First print publication to break the story has more.
In a ... story by Ken Herman, the governor excoriated unnamed "political foes" for engaging in a "smear campaign" that Perry insisted must have been masterfully organized – and that had all but disappeared until the governor opened his mouth.
Having been subjected to versions of the Perry rumors for weeks on end, Naked City is compelled to report that "well-thought-out" and "organized" are not adjectives that leap instantly to mind in discussing them. But Perry said his decision to speak out is an attempt to "expose" the "vicious nature" of the rumors, because left unchecked they "could be devastating to public service, to people coming into this business or running for office." After declining, in Herman's words, to "point fingers at particular political foes," Perry singled out (apparently without using his digits) Texas Democratic Party Chairman Charles Soechting for coyly referring to the rumors at a John Edwards rally in Houston last week.
Soechting responded by denouncing the "utter hypocrisy of Rick Perry injecting his mean-spirited politics into everyone else's personal life while insisting his own personal life is off limits." Soechting didn't elaborate, but Democratic wounds are still healing from the 2002 gubernatorial campaign, when Republicans were happy to suggest that Perry's opponent Tony Sanchez might have mysterious ties to money launderers and drug smugglers.
Statesman Editor Rich Oppel sniffed mightily, "We don't report rumors. We report facts." (That would no doubt explain the paper's enthusiastic dissemination last year of White House "facts" concerning Iraqi weapons.) On Sunday, Oppel further speculated that Perry had spoken out because the scurrilous rumors had reached his conservative political base outside Austin. More likely is that Soechting's impromptu public mention of the rumors (in the wake of a satirical "Rick Come Out" rally at the mansion) foolishly gave Perry precisely the opening he needed; the governor could climb on his moral high horse in a friendly "mainstream" venue and blame the entire sordid episode on the Democrats (and a few defenseless bloggers).
The Republican loyalists who spent the last several weeks responding (tastefully, off the record) to the rumors most often pointed at Republican opponents of the governor as the likely culprits.
el - I have a backlog of posts and reader responses but new design template will only be ready late tomorrow at the earliest.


* [Problem requirements]
When a line in the entries contains the word "think", copy that line in full.
━━ Data under study ━━
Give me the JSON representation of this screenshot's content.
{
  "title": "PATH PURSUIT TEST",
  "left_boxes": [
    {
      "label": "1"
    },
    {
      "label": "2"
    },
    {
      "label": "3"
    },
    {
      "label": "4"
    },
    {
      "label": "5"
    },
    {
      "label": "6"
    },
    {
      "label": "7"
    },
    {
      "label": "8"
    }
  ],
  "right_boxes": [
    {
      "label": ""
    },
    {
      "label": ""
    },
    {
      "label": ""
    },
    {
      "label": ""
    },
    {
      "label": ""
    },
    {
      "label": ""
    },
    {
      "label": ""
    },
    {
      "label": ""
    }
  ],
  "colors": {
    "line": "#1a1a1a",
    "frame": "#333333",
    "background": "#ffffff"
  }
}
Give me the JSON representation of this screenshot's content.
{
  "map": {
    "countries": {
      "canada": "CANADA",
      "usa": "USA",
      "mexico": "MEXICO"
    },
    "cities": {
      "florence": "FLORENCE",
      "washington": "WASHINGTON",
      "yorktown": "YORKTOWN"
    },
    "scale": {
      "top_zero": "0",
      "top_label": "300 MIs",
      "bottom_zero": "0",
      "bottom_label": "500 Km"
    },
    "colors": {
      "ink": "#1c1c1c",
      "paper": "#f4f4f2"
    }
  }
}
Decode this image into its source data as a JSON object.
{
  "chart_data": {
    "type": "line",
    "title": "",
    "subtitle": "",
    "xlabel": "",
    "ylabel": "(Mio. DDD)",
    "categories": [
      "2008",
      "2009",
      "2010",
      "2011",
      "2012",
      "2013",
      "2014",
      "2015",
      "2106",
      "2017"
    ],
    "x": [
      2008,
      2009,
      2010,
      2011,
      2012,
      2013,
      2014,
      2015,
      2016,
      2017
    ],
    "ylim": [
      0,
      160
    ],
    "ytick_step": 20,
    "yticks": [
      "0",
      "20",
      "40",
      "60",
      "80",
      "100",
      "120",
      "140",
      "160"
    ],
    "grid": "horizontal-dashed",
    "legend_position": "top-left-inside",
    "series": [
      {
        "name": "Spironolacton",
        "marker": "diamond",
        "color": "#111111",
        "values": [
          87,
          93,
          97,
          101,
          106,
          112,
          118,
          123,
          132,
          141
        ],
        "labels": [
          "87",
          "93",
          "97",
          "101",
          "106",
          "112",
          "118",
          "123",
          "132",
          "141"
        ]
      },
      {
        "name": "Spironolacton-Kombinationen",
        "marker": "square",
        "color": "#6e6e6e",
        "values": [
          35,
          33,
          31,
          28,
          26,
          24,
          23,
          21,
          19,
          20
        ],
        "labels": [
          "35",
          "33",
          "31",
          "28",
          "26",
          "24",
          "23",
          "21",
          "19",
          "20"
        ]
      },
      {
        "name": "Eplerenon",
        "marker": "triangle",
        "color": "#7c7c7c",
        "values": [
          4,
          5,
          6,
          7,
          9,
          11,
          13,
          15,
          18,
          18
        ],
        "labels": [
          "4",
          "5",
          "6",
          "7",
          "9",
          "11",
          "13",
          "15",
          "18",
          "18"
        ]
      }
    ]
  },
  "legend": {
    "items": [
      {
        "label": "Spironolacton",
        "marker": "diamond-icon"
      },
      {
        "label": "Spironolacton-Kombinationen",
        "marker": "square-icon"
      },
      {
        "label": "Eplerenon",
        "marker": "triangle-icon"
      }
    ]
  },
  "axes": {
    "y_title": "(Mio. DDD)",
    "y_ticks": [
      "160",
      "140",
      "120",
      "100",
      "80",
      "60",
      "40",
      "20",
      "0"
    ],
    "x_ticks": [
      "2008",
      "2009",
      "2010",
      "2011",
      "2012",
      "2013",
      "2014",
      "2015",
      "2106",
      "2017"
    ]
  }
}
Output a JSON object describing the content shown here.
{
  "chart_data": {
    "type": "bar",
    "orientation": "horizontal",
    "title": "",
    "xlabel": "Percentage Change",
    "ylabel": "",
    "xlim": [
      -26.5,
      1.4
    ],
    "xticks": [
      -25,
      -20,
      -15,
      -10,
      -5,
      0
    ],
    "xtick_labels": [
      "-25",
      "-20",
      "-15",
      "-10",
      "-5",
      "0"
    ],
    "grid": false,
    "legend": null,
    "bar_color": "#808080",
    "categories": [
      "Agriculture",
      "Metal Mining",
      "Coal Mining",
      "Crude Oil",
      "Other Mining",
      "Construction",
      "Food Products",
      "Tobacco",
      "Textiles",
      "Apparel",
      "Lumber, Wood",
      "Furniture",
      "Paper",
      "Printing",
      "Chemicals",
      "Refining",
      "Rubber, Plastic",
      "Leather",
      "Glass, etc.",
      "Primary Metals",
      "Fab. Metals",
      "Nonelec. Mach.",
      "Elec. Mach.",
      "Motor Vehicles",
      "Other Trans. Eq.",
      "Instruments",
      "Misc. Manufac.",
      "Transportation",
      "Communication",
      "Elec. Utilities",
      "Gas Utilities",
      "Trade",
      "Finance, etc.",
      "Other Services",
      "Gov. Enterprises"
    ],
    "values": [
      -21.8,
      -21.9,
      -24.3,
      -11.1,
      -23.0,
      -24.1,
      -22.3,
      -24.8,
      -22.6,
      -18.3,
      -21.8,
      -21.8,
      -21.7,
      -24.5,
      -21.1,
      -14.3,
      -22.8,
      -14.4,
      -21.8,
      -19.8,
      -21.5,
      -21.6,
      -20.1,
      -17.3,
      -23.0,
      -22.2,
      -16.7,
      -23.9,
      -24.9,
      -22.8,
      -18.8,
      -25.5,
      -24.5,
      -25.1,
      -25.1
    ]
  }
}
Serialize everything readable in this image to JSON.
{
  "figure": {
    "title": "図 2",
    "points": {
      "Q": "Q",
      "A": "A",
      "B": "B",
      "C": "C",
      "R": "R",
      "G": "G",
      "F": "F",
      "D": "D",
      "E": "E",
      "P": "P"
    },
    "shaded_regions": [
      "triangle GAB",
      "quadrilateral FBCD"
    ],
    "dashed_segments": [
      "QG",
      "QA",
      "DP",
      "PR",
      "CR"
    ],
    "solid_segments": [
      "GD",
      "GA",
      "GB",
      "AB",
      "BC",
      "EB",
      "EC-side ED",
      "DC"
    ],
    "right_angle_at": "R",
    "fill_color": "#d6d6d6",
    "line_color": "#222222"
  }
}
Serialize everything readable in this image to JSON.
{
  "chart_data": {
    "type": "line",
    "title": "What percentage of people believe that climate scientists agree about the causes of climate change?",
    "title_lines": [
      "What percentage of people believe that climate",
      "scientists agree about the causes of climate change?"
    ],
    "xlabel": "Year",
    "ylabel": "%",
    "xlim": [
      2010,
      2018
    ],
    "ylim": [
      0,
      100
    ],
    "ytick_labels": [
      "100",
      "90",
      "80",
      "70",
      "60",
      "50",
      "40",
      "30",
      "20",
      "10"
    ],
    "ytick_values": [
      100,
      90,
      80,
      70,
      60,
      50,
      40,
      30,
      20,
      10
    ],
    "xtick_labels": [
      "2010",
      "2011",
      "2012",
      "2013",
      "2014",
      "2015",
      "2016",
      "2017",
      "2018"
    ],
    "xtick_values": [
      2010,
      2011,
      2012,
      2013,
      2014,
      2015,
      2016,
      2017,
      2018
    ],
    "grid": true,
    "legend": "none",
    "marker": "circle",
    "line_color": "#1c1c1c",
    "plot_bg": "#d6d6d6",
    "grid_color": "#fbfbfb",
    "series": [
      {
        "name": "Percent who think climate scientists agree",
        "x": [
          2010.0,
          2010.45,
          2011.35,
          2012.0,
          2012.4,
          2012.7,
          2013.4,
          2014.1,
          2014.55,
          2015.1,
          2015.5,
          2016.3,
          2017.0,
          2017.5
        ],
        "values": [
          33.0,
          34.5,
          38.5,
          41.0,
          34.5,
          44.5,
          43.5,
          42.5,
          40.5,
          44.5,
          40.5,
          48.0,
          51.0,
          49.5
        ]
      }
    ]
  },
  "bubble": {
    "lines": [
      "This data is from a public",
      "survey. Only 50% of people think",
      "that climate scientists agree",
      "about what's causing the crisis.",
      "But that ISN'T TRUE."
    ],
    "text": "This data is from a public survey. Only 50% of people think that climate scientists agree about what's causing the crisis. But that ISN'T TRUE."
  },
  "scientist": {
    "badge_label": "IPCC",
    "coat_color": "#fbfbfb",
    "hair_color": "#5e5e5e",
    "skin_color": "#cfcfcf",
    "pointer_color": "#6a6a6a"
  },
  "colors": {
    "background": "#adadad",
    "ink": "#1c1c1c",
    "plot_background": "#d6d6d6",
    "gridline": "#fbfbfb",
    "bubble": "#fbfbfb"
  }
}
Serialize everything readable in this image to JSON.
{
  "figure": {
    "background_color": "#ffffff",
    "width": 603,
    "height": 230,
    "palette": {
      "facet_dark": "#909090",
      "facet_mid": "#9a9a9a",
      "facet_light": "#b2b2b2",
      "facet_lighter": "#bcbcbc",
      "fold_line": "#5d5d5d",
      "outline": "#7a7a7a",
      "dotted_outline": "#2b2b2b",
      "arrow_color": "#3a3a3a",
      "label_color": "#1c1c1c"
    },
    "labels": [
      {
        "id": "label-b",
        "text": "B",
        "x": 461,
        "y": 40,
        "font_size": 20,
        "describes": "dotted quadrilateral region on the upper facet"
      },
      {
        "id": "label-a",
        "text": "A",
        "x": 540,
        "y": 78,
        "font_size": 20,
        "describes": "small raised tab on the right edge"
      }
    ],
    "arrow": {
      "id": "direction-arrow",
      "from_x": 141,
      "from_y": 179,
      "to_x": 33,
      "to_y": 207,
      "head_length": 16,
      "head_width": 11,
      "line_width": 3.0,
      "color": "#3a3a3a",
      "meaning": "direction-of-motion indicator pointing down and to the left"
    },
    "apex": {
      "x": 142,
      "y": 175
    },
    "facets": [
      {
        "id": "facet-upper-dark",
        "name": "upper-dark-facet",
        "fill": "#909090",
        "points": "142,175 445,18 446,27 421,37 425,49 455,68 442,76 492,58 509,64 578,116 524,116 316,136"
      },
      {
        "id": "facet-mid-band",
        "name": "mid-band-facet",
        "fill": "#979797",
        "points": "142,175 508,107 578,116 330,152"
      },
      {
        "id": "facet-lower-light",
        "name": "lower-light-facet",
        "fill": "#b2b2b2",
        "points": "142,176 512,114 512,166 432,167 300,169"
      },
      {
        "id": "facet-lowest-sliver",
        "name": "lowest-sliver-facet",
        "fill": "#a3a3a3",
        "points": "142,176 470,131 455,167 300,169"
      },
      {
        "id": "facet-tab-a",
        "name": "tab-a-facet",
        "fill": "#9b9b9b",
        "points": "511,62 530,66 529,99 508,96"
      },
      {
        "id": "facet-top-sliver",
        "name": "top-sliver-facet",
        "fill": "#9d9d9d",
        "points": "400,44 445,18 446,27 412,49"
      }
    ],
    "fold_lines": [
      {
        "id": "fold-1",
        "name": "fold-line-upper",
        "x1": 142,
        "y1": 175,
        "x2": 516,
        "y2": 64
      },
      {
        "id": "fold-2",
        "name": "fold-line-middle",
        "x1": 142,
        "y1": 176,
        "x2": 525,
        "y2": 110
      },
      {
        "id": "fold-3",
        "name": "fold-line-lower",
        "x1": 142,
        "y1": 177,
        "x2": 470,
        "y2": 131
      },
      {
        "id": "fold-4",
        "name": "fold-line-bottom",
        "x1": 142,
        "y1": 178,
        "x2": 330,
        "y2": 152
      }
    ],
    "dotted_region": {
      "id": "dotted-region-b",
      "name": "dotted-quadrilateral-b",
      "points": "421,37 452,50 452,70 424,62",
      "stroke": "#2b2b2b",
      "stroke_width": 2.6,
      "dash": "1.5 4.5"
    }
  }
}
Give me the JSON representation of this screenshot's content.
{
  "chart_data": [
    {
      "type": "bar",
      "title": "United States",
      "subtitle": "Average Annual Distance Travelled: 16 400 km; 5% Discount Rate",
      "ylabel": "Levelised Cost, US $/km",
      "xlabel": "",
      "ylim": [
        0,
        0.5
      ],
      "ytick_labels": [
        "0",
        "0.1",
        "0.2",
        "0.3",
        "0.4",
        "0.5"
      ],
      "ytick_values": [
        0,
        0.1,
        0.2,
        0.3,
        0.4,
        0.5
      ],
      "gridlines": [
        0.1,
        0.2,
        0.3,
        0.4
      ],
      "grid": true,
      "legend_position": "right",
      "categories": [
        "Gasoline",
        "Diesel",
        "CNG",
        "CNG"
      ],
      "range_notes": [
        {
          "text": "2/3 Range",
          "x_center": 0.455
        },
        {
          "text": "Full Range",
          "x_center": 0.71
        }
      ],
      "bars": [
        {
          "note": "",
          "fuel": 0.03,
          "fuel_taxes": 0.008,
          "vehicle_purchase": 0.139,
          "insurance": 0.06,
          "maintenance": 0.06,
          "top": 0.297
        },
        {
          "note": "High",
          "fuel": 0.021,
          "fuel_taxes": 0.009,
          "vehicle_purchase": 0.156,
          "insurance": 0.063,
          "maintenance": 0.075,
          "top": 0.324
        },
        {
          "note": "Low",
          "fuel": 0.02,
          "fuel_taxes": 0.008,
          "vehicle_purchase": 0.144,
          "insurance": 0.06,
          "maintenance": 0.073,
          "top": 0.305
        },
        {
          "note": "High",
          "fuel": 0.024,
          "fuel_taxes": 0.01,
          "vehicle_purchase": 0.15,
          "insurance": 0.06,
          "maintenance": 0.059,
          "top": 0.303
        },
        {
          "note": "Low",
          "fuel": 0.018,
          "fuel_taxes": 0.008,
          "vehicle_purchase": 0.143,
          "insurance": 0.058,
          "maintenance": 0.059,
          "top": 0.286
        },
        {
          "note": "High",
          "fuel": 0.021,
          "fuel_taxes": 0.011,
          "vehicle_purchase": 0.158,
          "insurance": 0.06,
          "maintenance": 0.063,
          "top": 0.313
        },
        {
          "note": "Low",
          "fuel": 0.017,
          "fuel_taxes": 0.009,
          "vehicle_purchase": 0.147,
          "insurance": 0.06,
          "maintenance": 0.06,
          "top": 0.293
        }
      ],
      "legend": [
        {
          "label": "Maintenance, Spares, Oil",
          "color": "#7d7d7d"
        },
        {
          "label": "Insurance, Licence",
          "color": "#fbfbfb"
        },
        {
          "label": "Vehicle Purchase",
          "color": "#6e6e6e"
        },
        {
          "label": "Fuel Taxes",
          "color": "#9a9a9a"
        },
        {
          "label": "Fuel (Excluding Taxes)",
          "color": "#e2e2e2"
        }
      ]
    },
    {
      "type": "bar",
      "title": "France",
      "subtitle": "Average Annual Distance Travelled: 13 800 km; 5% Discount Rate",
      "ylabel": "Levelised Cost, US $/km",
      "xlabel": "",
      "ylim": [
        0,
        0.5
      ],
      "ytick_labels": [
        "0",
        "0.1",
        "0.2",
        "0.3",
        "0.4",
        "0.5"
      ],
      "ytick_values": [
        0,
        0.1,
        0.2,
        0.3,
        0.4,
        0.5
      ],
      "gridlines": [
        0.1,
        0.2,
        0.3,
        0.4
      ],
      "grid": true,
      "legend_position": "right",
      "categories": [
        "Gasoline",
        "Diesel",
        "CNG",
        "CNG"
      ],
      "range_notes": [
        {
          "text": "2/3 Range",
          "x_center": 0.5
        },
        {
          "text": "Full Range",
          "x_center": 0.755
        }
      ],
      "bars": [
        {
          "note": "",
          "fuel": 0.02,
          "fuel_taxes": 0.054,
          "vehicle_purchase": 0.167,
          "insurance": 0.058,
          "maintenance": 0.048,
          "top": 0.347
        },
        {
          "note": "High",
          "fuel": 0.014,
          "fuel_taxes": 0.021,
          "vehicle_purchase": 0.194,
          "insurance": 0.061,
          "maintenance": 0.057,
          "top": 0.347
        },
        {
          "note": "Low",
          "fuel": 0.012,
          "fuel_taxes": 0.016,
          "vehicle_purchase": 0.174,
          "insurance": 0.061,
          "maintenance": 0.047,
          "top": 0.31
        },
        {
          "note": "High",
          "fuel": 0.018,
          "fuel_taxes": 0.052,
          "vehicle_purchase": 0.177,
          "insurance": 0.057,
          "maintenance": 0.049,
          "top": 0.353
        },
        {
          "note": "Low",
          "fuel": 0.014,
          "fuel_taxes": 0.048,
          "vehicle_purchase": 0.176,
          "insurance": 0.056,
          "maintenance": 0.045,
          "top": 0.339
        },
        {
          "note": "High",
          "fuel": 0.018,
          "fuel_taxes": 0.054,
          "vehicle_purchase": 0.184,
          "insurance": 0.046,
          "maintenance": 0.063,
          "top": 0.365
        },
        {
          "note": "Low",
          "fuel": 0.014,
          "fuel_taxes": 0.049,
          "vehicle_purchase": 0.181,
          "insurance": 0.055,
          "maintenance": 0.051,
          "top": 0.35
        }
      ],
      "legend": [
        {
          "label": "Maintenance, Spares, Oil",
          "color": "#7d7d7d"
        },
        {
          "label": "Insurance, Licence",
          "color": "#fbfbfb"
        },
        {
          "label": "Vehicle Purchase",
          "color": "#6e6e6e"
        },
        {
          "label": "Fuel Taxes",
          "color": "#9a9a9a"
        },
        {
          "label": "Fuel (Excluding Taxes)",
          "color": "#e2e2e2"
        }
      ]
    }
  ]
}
━━━
* [Answer to this exercise]
        "name": "Percent who think climate scientists agree",
      "survey. Only 50% of people think",
    "text": "This data is from a public survey. Only 50% of people think that climate scientists agree about what's causing the crisis. But that ISN'T TRUE."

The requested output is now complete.